"Nothing CAN—if you'll only take it…"

"I may lose it—"

"I sha'n't, if I've given it to you!" Her look followed his about the room and then came back to him. "Can't you imagine all it will make up for?"

The rapture of the cry caught him up with it. Ah, yes, he could imagine it all! He stooped his head above her hands. "I accept," he said; and they stood and looked at each other like radiant children.

She followed him to the door, and as he turned to leave he broke into a laugh. "It's queer, though, its happening in this room!"

She was close beside him, her hand on the heavy tapestry curtaining the door; and her glance shot past him to her husband's portrait. Ralph caught the look, and a flood of old tendernesses and hates welled up in him. He drew her under the portrait and kissed her vehemently.

XXXV

Within forty-eight hours Ralph's money was in Moffatt's hands, and the interval of suspense had begun.

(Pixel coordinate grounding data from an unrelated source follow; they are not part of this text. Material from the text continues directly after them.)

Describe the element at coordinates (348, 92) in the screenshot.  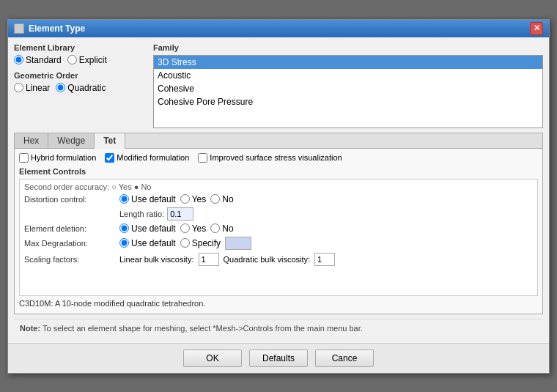
I see `family-listbox: 3D Stress Acoustic Cohesive Cohesive Por…` at that location.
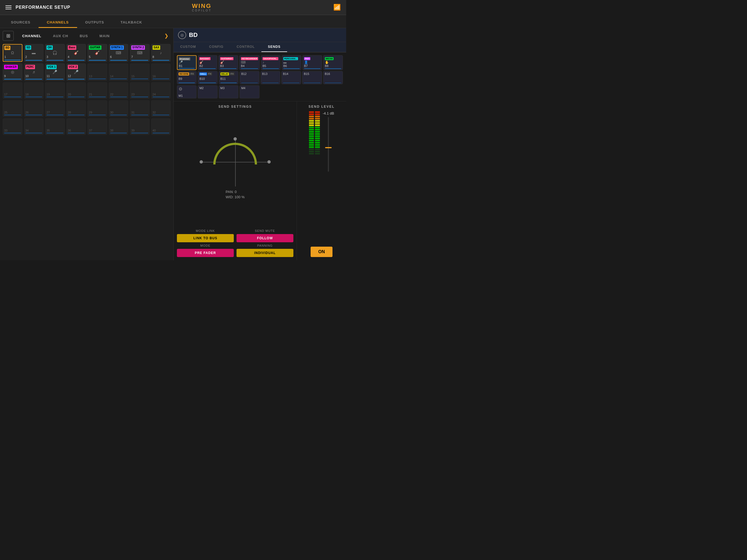  What do you see at coordinates (140, 127) in the screenshot?
I see `channel-cell-39: 39` at bounding box center [140, 127].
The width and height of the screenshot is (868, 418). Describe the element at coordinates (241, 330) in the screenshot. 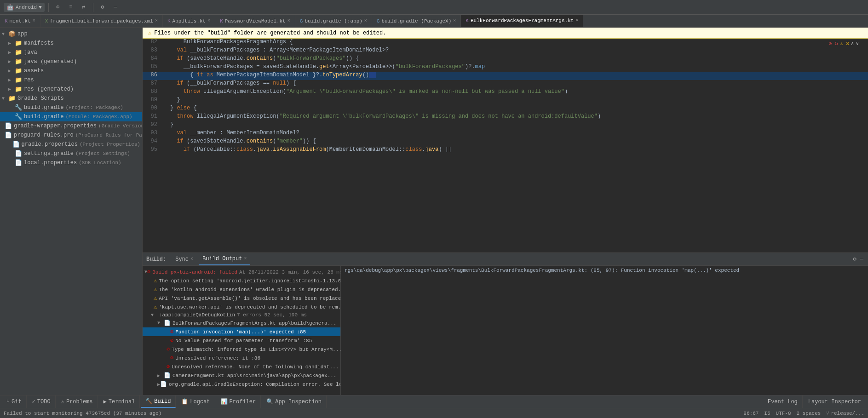

I see `build-tree: ▼ ⊘ Build px-biz-android: failed At 26/1…` at that location.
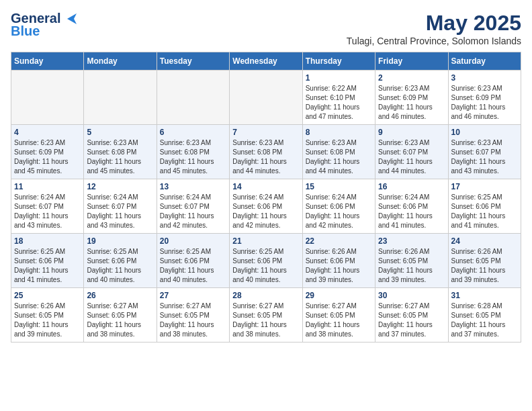 The image size is (532, 411). Describe the element at coordinates (120, 62) in the screenshot. I see `column-header-monday: Monday` at that location.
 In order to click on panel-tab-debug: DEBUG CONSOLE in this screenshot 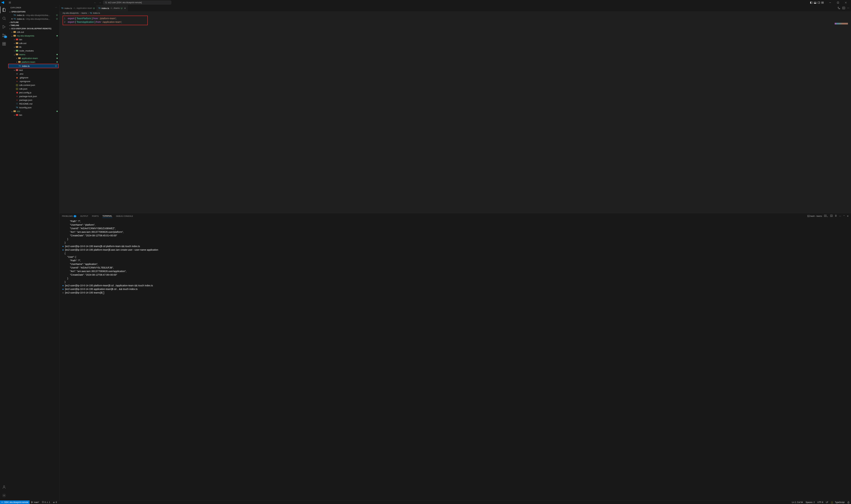, I will do `click(125, 216)`.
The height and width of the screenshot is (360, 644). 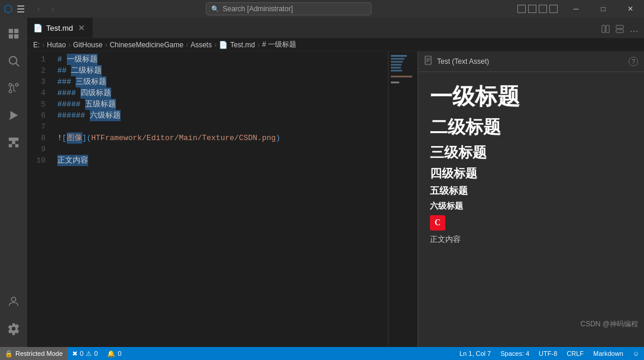 What do you see at coordinates (14, 329) in the screenshot?
I see `activity-item-settings` at bounding box center [14, 329].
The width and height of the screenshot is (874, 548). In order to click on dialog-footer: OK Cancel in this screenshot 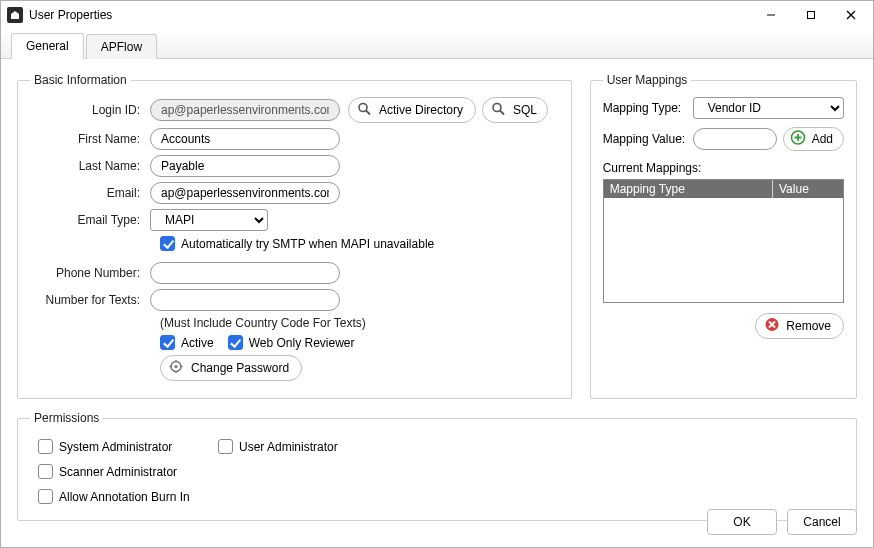, I will do `click(782, 522)`.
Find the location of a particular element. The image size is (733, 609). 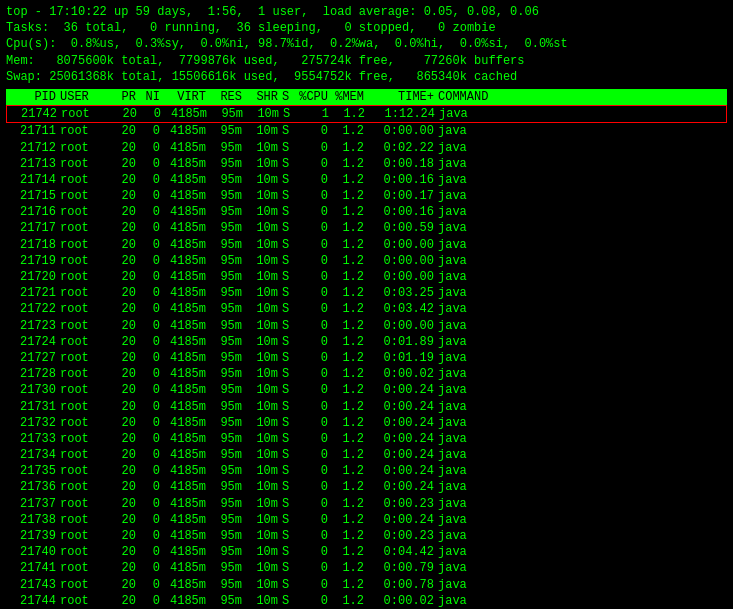

cell-time: 0:00.78 is located at coordinates (403, 585).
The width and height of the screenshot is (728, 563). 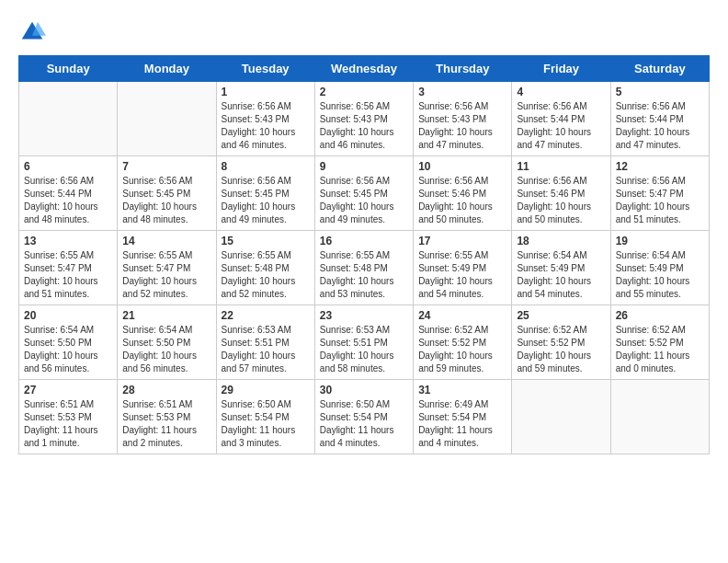 What do you see at coordinates (561, 69) in the screenshot?
I see `day-header-friday: Friday` at bounding box center [561, 69].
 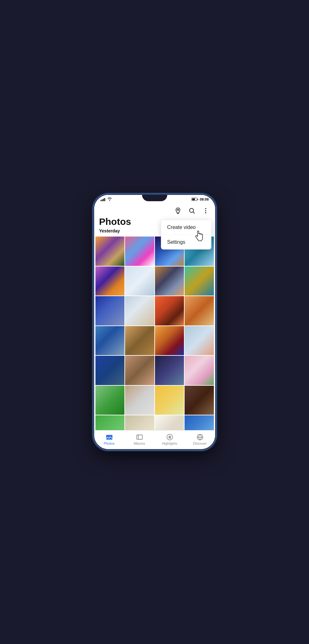 What do you see at coordinates (200, 437) in the screenshot?
I see `discover-nav-icon` at bounding box center [200, 437].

The transaction over, he felt the deceptive buoyancy that follows on periods of painful indecision. It seemed to him that now at last life had freed him from all trammelling delusions, leaving him only the best thing in its gift—his boy.

The things he meant Paul to do and to be filled his fancy with happy pictures. The child was growing more and more interesting—throwing out countless tendrils of feeling and perception that delighted Ralph but preoccupied the watchful Laura.